Photos by Bowerbird Photography
As a child, my mom remembers driving with her father to a cherry farm to check out the farmer’s crop. My grandfather was a wholesale produce man whose job was to visit farms and buy whole harvests for the season. The farmer would give her huge cherries bigger than her hand and allowed her to gorge on the juicy fruit. My grandfather died when my mom was five years old, and so this memory is special to her. This story is important to me as well, since I never met my grandfather, and have always been curious about California’s orchards.
CUESA, which organizes the farmers’ market at the Ferry Building, also hosts farm tours. I signed up for the Stone Fruit Tour, and boarded a bus on Fri/15 which left the Ferry Building and took us to the Central Valley, first stopping at Bella Viva orchards in Denair, about two hours east of the city.
The sun was hot and the orchard smelled like warm fruit. We meandered through white nectarines, yellow peaches, eating (and eating!) as we went, sticky nectar dripping down our shirts. Bella Viva is a family business, run by the Martinos family. Victor Martinos gave us a tour, along with one his daughters (he has two, Belle and Vivian, hence Bella Viva, which means “beautiful long life” in Italian). We learned about his organic farming practices. He strings pheromone paper strips in the trees to confuse pests and scatters the property with homemade owl homes to hunt gophers that enjoy munching on cherry roots.
The Martinos also own another orchard that is non-organic, or conventional, and compared his practices. I was surprised to hear that some of the organic sprays (like lime sulfate, which has a skull and cross bones on the label) are more toxic than the conventional alternatives, especially when it comes to preventing the dreaded bloom rot. In fact, he is prohibited by law from using the same sprays he uses at his organic orchard at his conventional one because of its proximity to a school. I got the impression that Martinos takes safety seriously, holding frequent meetings with his workers, and requiring them to wear protective suits and masks when applying hazardous sprays.

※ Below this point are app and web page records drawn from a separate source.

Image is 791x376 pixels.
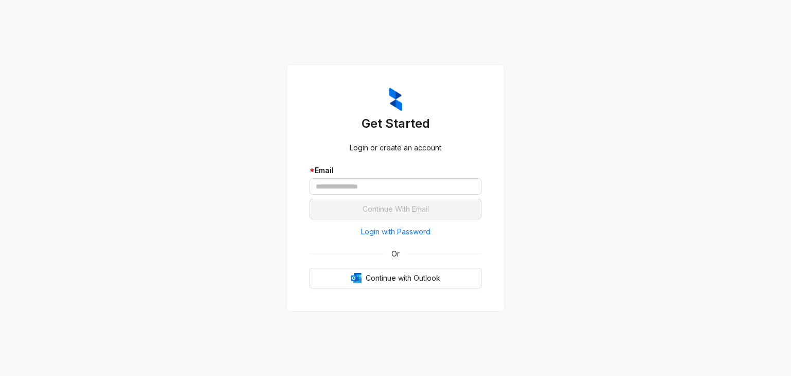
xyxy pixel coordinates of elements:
[365,272,440,284] span: Continue with Outlook
[309,165,481,176] div: Email
[361,226,430,237] span: Login with Password
[309,115,481,132] h3: Get Started
[351,273,361,283] img: Outlook
[389,87,402,111] img: ZumaIcon
[309,199,481,219] button: Continue With Email
[309,223,481,240] button: Login with Password
[309,268,481,288] button: OutlookContinue with Outlook
[309,142,481,153] div: Login or create an account
[384,248,407,259] span: Or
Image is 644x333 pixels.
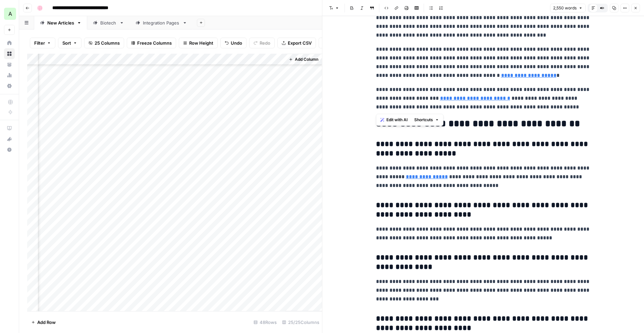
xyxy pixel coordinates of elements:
[553,5,576,11] span: 2,550 words
[100,19,117,26] div: Biotech
[411,115,442,124] button: Shortcuts
[27,317,60,328] button: Add Row
[35,16,87,29] a: New Articles
[137,39,171,46] span: Freeze Columns
[5,134,15,144] div: What's new?
[387,117,407,123] span: Edit with AI
[251,317,279,328] div: 48 Rows
[179,38,217,48] button: Row Height
[4,38,15,48] a: Home
[4,145,15,155] button: Help + Support
[58,38,81,48] button: Sort
[87,16,130,29] a: Biotech
[37,319,55,325] span: Add Row
[4,5,15,22] button: Workspace: Abacum
[4,48,15,59] a: Browse
[277,38,316,48] button: Export CSV
[260,39,271,46] span: Redo
[279,317,322,328] div: 25/25 Columns
[48,19,74,26] div: New Articles
[231,39,242,46] span: Undo
[8,10,12,18] span: A
[95,39,120,46] span: 25 Columns
[221,38,247,48] button: Undo
[286,55,321,64] button: Add Column
[189,39,213,46] span: Row Height
[143,19,180,26] div: Integration Pages
[35,39,45,46] span: Filter
[249,38,274,48] button: Redo
[377,115,410,124] button: Edit with AI
[295,56,318,62] span: Add Column
[4,59,15,70] a: Your Data
[414,117,433,123] span: Shortcuts
[4,123,15,134] a: AirOps Academy
[287,39,311,46] span: Export CSV
[4,134,15,145] button: What's new?
[85,38,124,48] button: 25 Columns
[30,38,55,48] button: Filter
[550,4,586,12] button: 2,550 words
[4,81,15,92] a: Settings
[127,38,176,48] button: Freeze Columns
[62,39,71,46] span: Sort
[130,16,193,29] a: Integration Pages
[4,70,15,81] a: Usage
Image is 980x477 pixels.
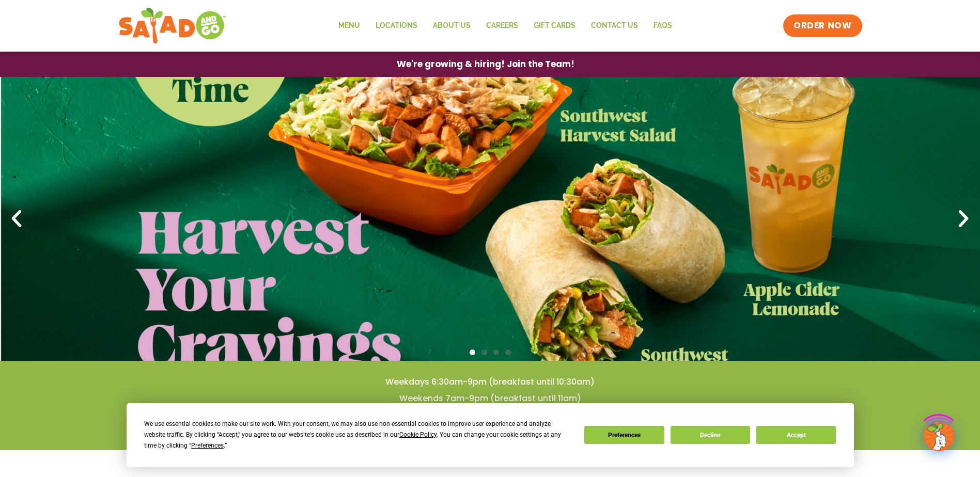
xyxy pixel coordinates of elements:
a: GIFT CARDS [526,14,583,38]
span: Go to slide 4 [506,350,511,355]
span: Go to slide 1 [470,350,476,355]
span: We're growing & hiring! Join the Team! [397,60,575,69]
nav: Menu [331,14,680,38]
button: Preferences [585,426,664,444]
h4: Weekends 7am-9pm (breakfast until 11am) [21,393,959,404]
a: We're growing & hiring! Join the Team! [382,52,590,77]
div: Previous slide [5,207,28,230]
a: Careers [479,14,526,38]
button: Decline [670,426,750,444]
a: Menu [331,14,368,38]
a: FAQs [646,14,680,38]
span: ORDER NOW [794,20,852,32]
button: Accept [756,426,836,444]
h4: Weekdays 6:30am-9pm (breakfast until 10:30am) [21,377,959,388]
div: Cookie Consent Prompt [126,403,854,467]
a: ORDER NOW [783,15,862,38]
span: Preferences [192,442,224,449]
div: We use essential cookies to make our site work. With your consent, we may also use non-essential ... [144,419,572,451]
a: Contact Us [583,14,646,38]
a: About Us [425,14,479,38]
div: Next slide [952,207,975,230]
span: Go to slide 2 [482,350,487,355]
a: Locations [368,14,425,38]
span: Cookie Policy [399,431,437,439]
span: Go to slide 3 [493,350,500,355]
img: new-SAG-logo-768×292 [118,5,228,47]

We were allowed to carry back as much fruit as we could hold in our two bare hands. My strategy was to eat as much as I could off the trees, then and there. Talk about fresh! High on fructose, we made our way to an open field to check out the orchard’s impressive drying operations. As far as the eye could see, red cherries dried in the sun. Pretty stunning!

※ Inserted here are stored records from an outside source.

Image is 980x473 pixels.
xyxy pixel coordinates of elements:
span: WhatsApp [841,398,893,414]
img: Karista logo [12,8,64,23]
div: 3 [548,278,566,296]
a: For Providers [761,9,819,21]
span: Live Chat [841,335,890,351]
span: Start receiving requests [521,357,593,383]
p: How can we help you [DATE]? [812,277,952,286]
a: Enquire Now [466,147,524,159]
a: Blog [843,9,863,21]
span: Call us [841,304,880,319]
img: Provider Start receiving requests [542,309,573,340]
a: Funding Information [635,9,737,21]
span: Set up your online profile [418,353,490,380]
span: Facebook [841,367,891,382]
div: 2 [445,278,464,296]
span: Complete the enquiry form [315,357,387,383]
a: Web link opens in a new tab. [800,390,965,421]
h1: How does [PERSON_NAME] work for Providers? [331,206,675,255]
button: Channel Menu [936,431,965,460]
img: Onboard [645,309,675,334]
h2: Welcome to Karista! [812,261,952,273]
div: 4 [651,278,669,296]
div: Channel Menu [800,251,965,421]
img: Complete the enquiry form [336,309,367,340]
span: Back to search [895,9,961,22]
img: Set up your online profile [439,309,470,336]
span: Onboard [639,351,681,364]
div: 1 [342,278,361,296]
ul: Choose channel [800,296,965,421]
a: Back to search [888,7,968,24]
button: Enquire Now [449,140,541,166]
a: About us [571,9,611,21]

After a delicious lunch made from farmers’ market produce, that CUESA whipped up, we headed out to our second stop, CandyCot Fruit Company apricot orchard in Waterford. These are no ordinary apricots. John Driver, the owner, is like a mad-scientist seeking to breed the perfect apricot. He spent years in Central Asia, the fruit’s origin, searching for the perfect specimens. It took him a whole fifteen years to create his crop, which is fit for California weather and was approved (after two year in quarantine) by the USDA. He plans on selling them this week at the Ferry Building farmers’ market. They are unlike any apricot you’ve ever tasted, sweet and complex. I wouldn’t be surprised if Bi-Rite creates a gourmet ice cream flavor for it.
On the bus ride home, as Sam Love dozed off in the evening sun, I looked out the window at the passing trees, dripping with summer wonderfulness, feeling, perhaps not unlike how my mom felt as a little kid on her way back to the city after a day spent at the orchards.